Despite these illusions, Ms. Gilbert – a self-describing mystic and wrote four books, with titles like “Swami’s Soup” – most of the time seemed like a New Age eccentric who could spend some time away from the screens. She disdains the mainstream media, but agreed to receive a profile and we kept in touch.
During a series of conversations, I discovered that she had long been suspicious of elites since her Harvard days, when she felt out of place among people she considered wealthy snobby children. As an adult, she joined the anti-establishment left, defending animal rights and supporting protests on the Standing Rock pipeline. She admired the hacktivist group Anonymous and admired whistleblowers like Julian Assange and Edward Snowden. She was a registered Democrat for most of her life, but she voted for Jill Stein, the Green Party candidate, in the 2016 presidential election after deciding that both major parties were corrupt.
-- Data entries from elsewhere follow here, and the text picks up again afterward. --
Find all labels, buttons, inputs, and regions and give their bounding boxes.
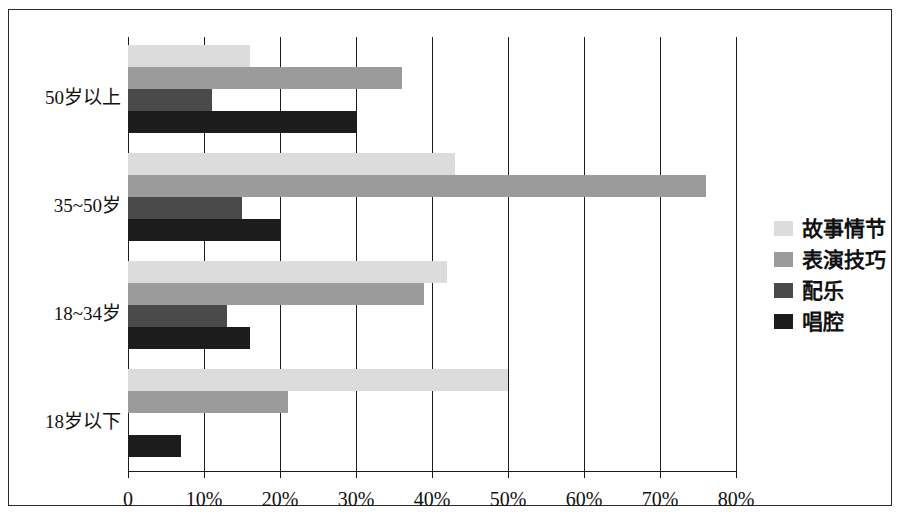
bar-group-3 [128, 361, 736, 469]
x-tick-label-6: 60% [566, 486, 603, 512]
category-label-2: 18~34岁 [11, 303, 121, 325]
x-tick-0 [128, 471, 129, 478]
bar-0-story [128, 45, 250, 67]
legend-label-singing: 唱腔 [802, 310, 844, 334]
category-label-1: 35~50岁 [11, 195, 121, 217]
bar-group-1 [128, 145, 736, 253]
legend-item-acting: 表演技巧 [774, 244, 900, 275]
x-axis-tick-labels: 0 10% 20% 30% 40% 50% 60% 70% 80% [9, 486, 893, 516]
bar-3-singing [128, 435, 181, 457]
plot-area [128, 37, 736, 471]
bar-2-story [128, 261, 447, 283]
x-tick-label-1: 10% [186, 486, 223, 512]
x-tick-80 [736, 471, 737, 478]
acting-swatch-icon [774, 252, 793, 267]
bar-1-story [128, 153, 455, 175]
legend-label-story: 故事情节 [802, 217, 886, 241]
x-tick-label-4: 40% [414, 486, 451, 512]
x-tick-10 [204, 471, 205, 478]
bar-0-music [128, 89, 212, 111]
legend-item-music: 配乐 [774, 275, 900, 306]
category-label-3: 18岁以下 [11, 411, 121, 433]
x-tick-70 [660, 471, 661, 478]
x-tick-label-8: 80% [718, 486, 755, 512]
bar-3-acting [128, 391, 288, 413]
x-tick-label-5: 50% [490, 486, 527, 512]
singing-swatch-icon [774, 314, 793, 329]
bar-0-acting [128, 67, 402, 89]
x-tick-20 [280, 471, 281, 478]
legend-item-singing: 唱腔 [774, 306, 900, 337]
x-tick-40 [432, 471, 433, 478]
bar-3-story [128, 369, 508, 391]
x-tick-label-3: 30% [338, 486, 375, 512]
x-tick-label-0: 0 [123, 486, 133, 512]
bar-2-music [128, 305, 227, 327]
x-tick-50 [508, 471, 509, 478]
bar-group-2 [128, 253, 736, 361]
bar-2-acting [128, 283, 424, 305]
bar-1-singing [128, 219, 280, 241]
legend-label-music: 配乐 [802, 279, 844, 303]
bar-group-0 [128, 37, 736, 145]
bar-1-acting [128, 175, 706, 197]
story-swatch-icon [774, 221, 793, 236]
bar-0-singing [128, 111, 356, 133]
category-label-0: 50岁以上 [11, 87, 121, 109]
legend-item-story: 故事情节 [774, 213, 900, 244]
x-tick-60 [584, 471, 585, 478]
legend-label-acting: 表演技巧 [802, 248, 886, 272]
x-tick-label-7: 70% [642, 486, 679, 512]
music-swatch-icon [774, 283, 793, 298]
chart-legend: 故事情节 表演技巧 配乐 唱腔 [774, 213, 900, 337]
y-axis-category-labels: 50岁以上 35~50岁 18~34岁 18岁以下 [9, 37, 121, 471]
x-tick-label-2: 20% [262, 486, 299, 512]
bar-2-singing [128, 327, 250, 349]
x-tick-30 [356, 471, 357, 478]
gridline-80 [736, 37, 737, 471]
chart-frame: 50岁以上 35~50岁 18~34岁 18岁以下 [8, 9, 892, 506]
bar-1-music [128, 197, 242, 219]
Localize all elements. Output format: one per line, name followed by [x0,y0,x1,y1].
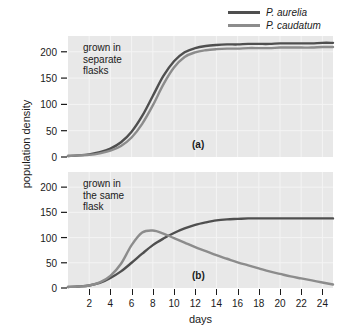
y-tick-label: 0 [17,152,57,163]
x-tick-mark [89,289,90,295]
panel-tag: (a) [192,139,204,150]
y-tick-label: 100 [17,232,57,243]
x-tick-label: 12 [185,298,205,309]
x-tick-mark [153,289,154,295]
x-tick-label: 22 [291,298,311,309]
x-tick-mark [110,289,111,295]
x-tick-mark [238,289,239,295]
x-tick-mark [280,289,281,295]
panel-tag: (b) [192,270,205,281]
panel-annotation: grown in separate flasks [83,42,122,77]
y-tick-label: 0 [17,283,57,294]
x-tick-mark [174,289,175,295]
x-tick-mark [259,289,260,295]
x-tick-label: 4 [100,298,120,309]
x-tick-mark [132,289,133,295]
x-tick-mark [216,289,217,295]
y-tick-label: 100 [17,99,57,110]
panel-annotation: grown in the same flask [83,178,124,213]
y-tick-label: 50 [17,125,57,136]
x-tick-label: 2 [79,298,99,309]
x-tick-label: 6 [122,298,142,309]
x-tick-label: 14 [206,298,226,309]
y-tick-label: 150 [17,207,57,218]
y-tick-label: 150 [17,73,57,84]
y-tick-label: 50 [17,257,57,268]
y-tick-label: 200 [17,46,57,57]
figure-root: P. aurelia P. caudatum population densit… [0,0,341,335]
x-tick-label: 16 [228,298,248,309]
x-tick-label: 18 [249,298,269,309]
x-tick-label: 10 [164,298,184,309]
x-tick-mark [301,289,302,295]
x-tick-mark [322,289,323,295]
y-tick-label: 200 [17,182,57,193]
x-tick-mark [195,289,196,295]
x-tick-label: 8 [143,298,163,309]
x-tick-label: 20 [270,298,290,309]
x-tick-label: 24 [312,298,332,309]
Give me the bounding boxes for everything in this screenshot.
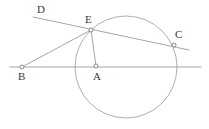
line-d-c — [33, 17, 189, 50]
point-label-D: D — [37, 4, 45, 15]
vertex-marker-C — [172, 43, 176, 47]
point-label-A: A — [93, 71, 101, 82]
figure-canvas — [0, 0, 209, 129]
point-label-C: C — [175, 29, 182, 40]
vertex-marker-E — [89, 28, 93, 32]
point-label-E: E — [85, 14, 92, 25]
segment-b-e — [22, 30, 91, 67]
vertex-marker-A — [94, 64, 98, 68]
point-label-B: B — [18, 71, 25, 82]
vertex-marker-B — [20, 65, 24, 69]
geometry-figure: D E C B A — [0, 0, 209, 129]
segment-e-a — [91, 30, 96, 66]
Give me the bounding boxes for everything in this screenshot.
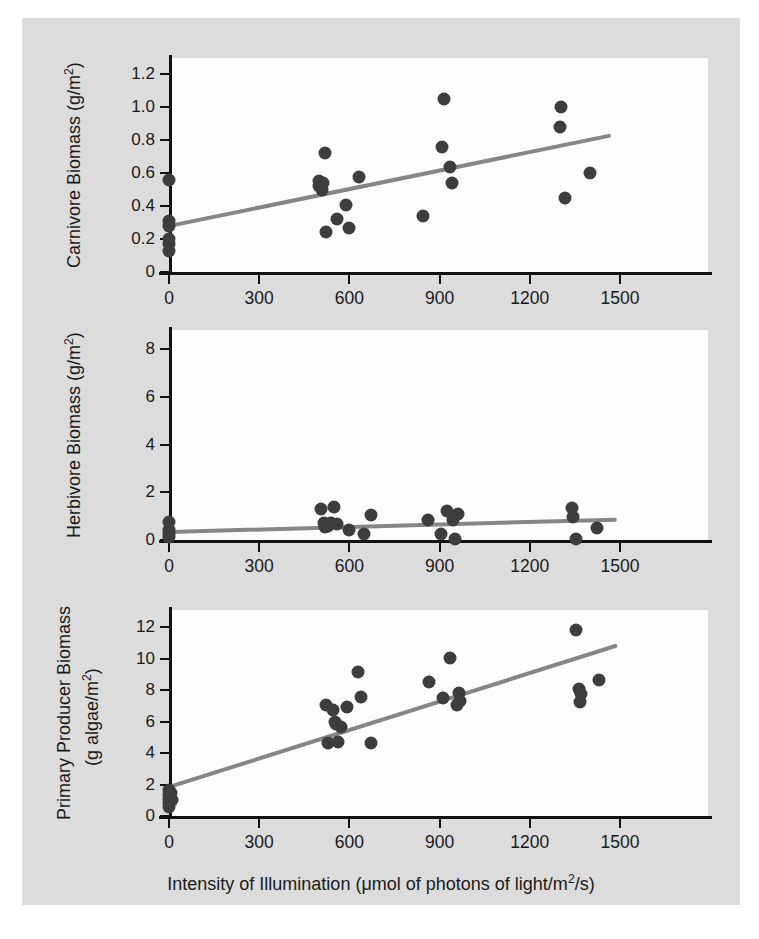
y-axis-tick-label: 10 <box>97 649 155 669</box>
x-axis-tick <box>529 275 531 284</box>
x-axis-tick-label: 900 <box>425 556 454 577</box>
data-point <box>365 508 378 521</box>
y-axis-tick-label: 0 <box>97 262 155 282</box>
y-axis-tick-label: 0.6 <box>97 163 155 183</box>
data-point <box>340 198 353 211</box>
x-axis-tick <box>439 275 441 284</box>
y-axis-title-herbivore: Herbivore Biomass (g/m2) <box>62 332 85 538</box>
x-axis-tick <box>168 275 170 284</box>
data-point <box>343 221 356 234</box>
x-axis-tick <box>529 819 531 828</box>
x-axis-line <box>159 272 712 275</box>
data-point <box>436 692 449 705</box>
y-axis-title-superscript: 2 <box>62 338 76 345</box>
y-axis-line <box>169 327 172 542</box>
data-point <box>163 531 176 544</box>
x-axis-tick <box>348 819 350 828</box>
x-axis-tick <box>258 819 260 828</box>
x-axis-tick-label: 1500 <box>601 288 640 309</box>
y-axis-tick <box>160 396 169 398</box>
plot-area <box>171 610 708 816</box>
y-axis-tick-label: 0 <box>97 806 155 826</box>
y-axis-title-tail: ) <box>82 668 102 674</box>
data-point <box>438 93 451 106</box>
x-axis-tick-label: 900 <box>425 832 454 853</box>
y-axis-tick <box>160 205 169 207</box>
x-axis-tick-label: 600 <box>335 288 364 309</box>
x-axis-tick-label: 600 <box>335 832 364 853</box>
y-axis-tick <box>160 491 169 493</box>
y-axis-tick-label: 0 <box>97 530 155 550</box>
y-axis-tick-label: 12 <box>97 617 155 637</box>
x-axis-tick <box>529 543 531 552</box>
x-axis-tick-label: 1500 <box>601 832 640 853</box>
data-point <box>357 528 370 541</box>
x-axis-tick <box>348 543 350 552</box>
y-axis-tick-label: 1.0 <box>97 97 155 117</box>
x-axis-tick-label: 0 <box>164 556 174 577</box>
data-point <box>355 691 368 704</box>
data-point <box>553 121 566 134</box>
y-axis-tick <box>160 348 169 350</box>
y-axis-tick-label: 2 <box>97 482 155 502</box>
data-point <box>314 502 327 515</box>
data-point <box>331 213 344 226</box>
y-axis-tick <box>160 689 169 691</box>
y-axis-tick <box>160 626 169 628</box>
y-axis-tick <box>160 444 169 446</box>
data-point <box>574 688 587 701</box>
y-axis-title-text: Carnivore Biomass (g/m <box>64 75 84 268</box>
data-point <box>352 666 365 679</box>
data-point <box>319 147 332 160</box>
x-axis-tick-label: 300 <box>245 288 274 309</box>
y-axis-tick <box>160 658 169 660</box>
data-point <box>445 177 458 190</box>
data-point <box>435 528 448 541</box>
y-axis-tick-label: 2 <box>97 775 155 795</box>
x-axis-tick <box>619 819 621 828</box>
data-point <box>423 675 436 688</box>
x-axis-title: Intensity of Illumination (μmol of photo… <box>22 872 740 895</box>
y-axis-title-text: Primary Producer Biomass <box>54 606 74 820</box>
y-axis-title-primary-producer-line1: Primary Producer Biomass <box>54 606 75 820</box>
y-axis-title-tail: ) <box>64 332 84 338</box>
data-point <box>327 500 340 513</box>
data-point <box>365 736 378 749</box>
data-point <box>163 173 176 186</box>
y-axis-tick <box>160 721 169 723</box>
data-point <box>353 170 366 183</box>
x-axis-title-text: Intensity of Illumination ( <box>167 874 361 894</box>
data-point <box>166 794 179 807</box>
data-point <box>591 522 604 535</box>
y-axis-tick <box>160 752 169 754</box>
x-axis-title-units: μmol of photons of light/m <box>361 874 567 894</box>
x-axis-tick <box>619 543 621 552</box>
x-axis-tick-label: 0 <box>164 288 174 309</box>
data-point <box>444 651 457 664</box>
plot-area <box>171 58 708 272</box>
y-axis-tick-label: 8 <box>97 339 155 359</box>
x-axis-tick-label: 900 <box>425 288 454 309</box>
data-point <box>421 513 434 526</box>
y-axis-tick <box>160 139 169 141</box>
data-point <box>583 167 596 180</box>
y-axis-tick-label: 6 <box>97 387 155 407</box>
data-point <box>555 101 568 114</box>
data-point <box>343 524 356 537</box>
plot-area <box>171 330 708 540</box>
data-point <box>320 226 333 239</box>
x-axis-tick <box>258 543 260 552</box>
data-point <box>570 624 583 637</box>
data-point <box>559 191 572 204</box>
x-axis-tick <box>168 543 170 552</box>
x-axis-tick-label: 1200 <box>510 832 549 853</box>
data-point <box>567 511 580 524</box>
x-axis-tick <box>439 543 441 552</box>
y-axis-tick-label: 4 <box>97 743 155 763</box>
y-axis-title-carnivore: Carnivore Biomass (g/m2) <box>62 62 85 268</box>
x-axis-title-tail: /s) <box>575 874 595 894</box>
x-axis-tick-label: 600 <box>335 556 364 577</box>
x-axis-tick-label: 1500 <box>601 556 640 577</box>
data-point <box>331 736 344 749</box>
y-axis-tick-label: 8 <box>97 680 155 700</box>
Ms. Gilbert’s path to QAnon began in 2016, when WikiLeaks posted a collection of hacked Clinton campaign emails. Shortly thereafter, she started seeing social media posts about something called #Pizzagate. She had been involved in conspiracy theories before, but Pizzagate – who falsely postulated that powerful Democrats were running a child sex trafficking network in a pizzeria in Washington and that all of that was detailed in code in Clinton’s emails – left her crazy. If it were true, she thought, it would connect all her suspicions about elites and explain the horrible truths they had been covering up.
“The world opened up for me in Technicolor,” she said. “It was like the Matrix – everything started to go down.”
Pizzagate prepared Mrs. Gilbert for QAnon, which she discovered through the YouTube videos of a British medium. This quickly took control of his life and pushed his policy dramatically to the right. Apparently overnight, his Facebook feed changed from Change.org petitions and beautiful animal photos to Gateway Pundit links and “Killary Clinton” memes.
Like many diehard QAnon, Ms. Gilbert has a purely virtual attachment to the movement. She said she had never attended a QAnon rally, or even met another QAnon believer in person. She works from home as a freelance audiobook narrator, rarely leaves her apartment and scoffed when I asked if she would take up arms for Q.
“I am a digital soldier,” she said. “I work through the computer.”
She was not in the Capitol riot and denied that QAnon was a violent movement. She said there was no evidence that the participants were QAnon believers and suggested that they could be disguised antifa activists – things that have been widely denied. She seemed frustrated that Biden was certified as the winner of the election – something Q had never predicted – but said it did not shake her faith.